By Irina Pino
HAVANA TIMES — A few days ago, while I was walking along 1st Street, in Miramar, Havana, I heard mournful howls. I immediately realized they were coming from a dog, which was lying in a flowerbed beneath a tree. Then a couple arrived and explained that a car had run her over, and the driver hadn’t even stopped.
The young people stayed for a while watching her, then left. I had been on my way to buy something at a nearby store, but I decided to return. When I reached the entrance of my building, I ran into a neighbor and told her what had happened. Together we decided to help the little animal, which apparently had some kind of fracture, because her back leg looked loose.
We quickly went back with a cardboard box, and she called someone she knew from the neighborhood, a veterinary student. We also gave the dog a little water, which she drank desperately. She was no longer crying out. Between the student and another young man, they placed her inside the box. Then the student’s mother came in a car and took us to Felicia’s apartment, my neighbor, who would care for her while we looked for alternatives to help her.
Before leaving the spot where we had found her, Felicia asked around at several nearby houses in case someone might be the dog’s owner. She was robust and had very white teeth; it was clear she wasn’t a stray.
Once at the apartment, I made a post on my Facebook wall as we urgently needed financial help. Thanks to Verónica Vega, a friend and colleague from HT, the story began to circulate quickly.
We needed enough money to transport her by taxi, and we also had to find out which veterinary clinic to take her to, since not all of them provide orthopedic services. We learned that X-rays are only done at polyclinics; the technicians charge more than 10,000 pesos for the exam. In the same way, because gasoline is scarce, a taxi driver wanted to charge us 6,000 pesos just to take her there.
A foreigner offered to send money, and another woman from the USA sent us the address of VETPRO, a clinic in the Víbora neighborhood that has orthopedic services and a good reputation.

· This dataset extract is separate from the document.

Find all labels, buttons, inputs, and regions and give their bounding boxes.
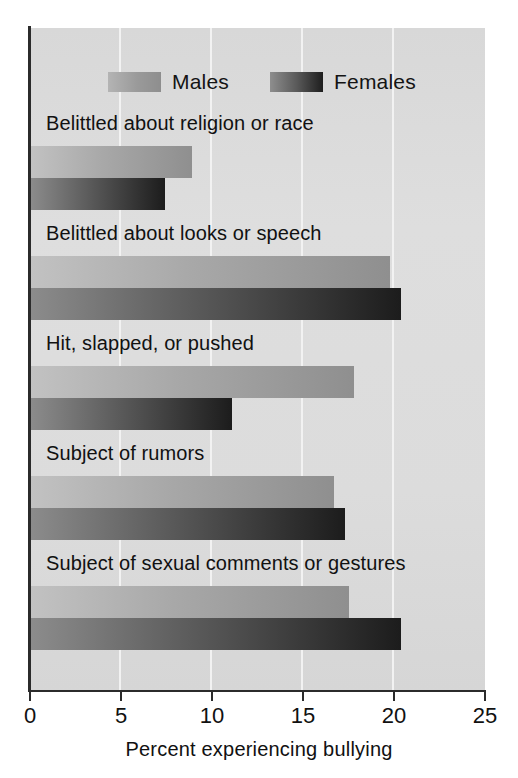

Meanwhile, the dog felt worse; sometimes she cried softly. Felicia barely slept the first night. She kept talking to her so she wouldn’t suffer, petting her to calm her. She gave her Duralgin to relieve the pain. The dog drank water, though she refused food. Eventually she ate a little. What worried us most was that she wasn’t urinating.
All of this happened last weekend. On Monday, the owners appeared. They called me on my cellphone. They had seen the Facebook post.
We went together to my neighbor’s place, but she had gone out and wasn’t answering either her cellphone or the landline. With these long blackouts, I imagined she probably didn’t even have charge on her phone.
While we waited, they told us that they had found the dog in the street and later adopted her. They named her Crazy because she was very mischievous. She never went out because they have a large yard, and she probably escaped when someone who was fixing their garden left the gate open. The strangest thing is that they live on 7th Avenue, and the dog ended up quite far from her usual surroundings.
After a while Felicia arrived. She had gone to a veterinary clinic in Vedado to ask about the cost of the tests, with the idea of taking the dog there using money we collected ourselves, plus some we might borrow, in order to end her agony.
When she saw the owners, she could hardly believe it. She had even prayed that they would appear. Both of us had been very worried about the whole situation. I said goodbye to the little dog and saw her face one last time; they had already settled her in the car. We thought everything would be resolved more quickly because the owners had their own transportation.
Later I spoke with the man from Spain so he wouldn’t send the money—it was no longer necessary.
Felicia was very sad and cried. She had grown attached to the dog, since she has always had dogs and even feeds two cats. We promised ourselves we would go visit Crazy as soon as she recovered.
The worry did not end; we kept communicating every day to find out how she was doing. Yesterday we received the bitter news: Crazy had died (at one point I had a premonition of that). She had a fissure in her pelvis and her hip was destroyed. They couldn’t operate, and they prescribed treatment. She seemed lively and appeared to be improving, but then she began to urinate blood and passed away.
We feel powerless. Felicia thinks we took too long to act. I don’t think we are guilty for having waited—the damage had already been done. A heartless driver is responsible. The worst thing is that here we don’t have laws that protect those who have no voice; we live in a country where not even citizens themselves have essential rights.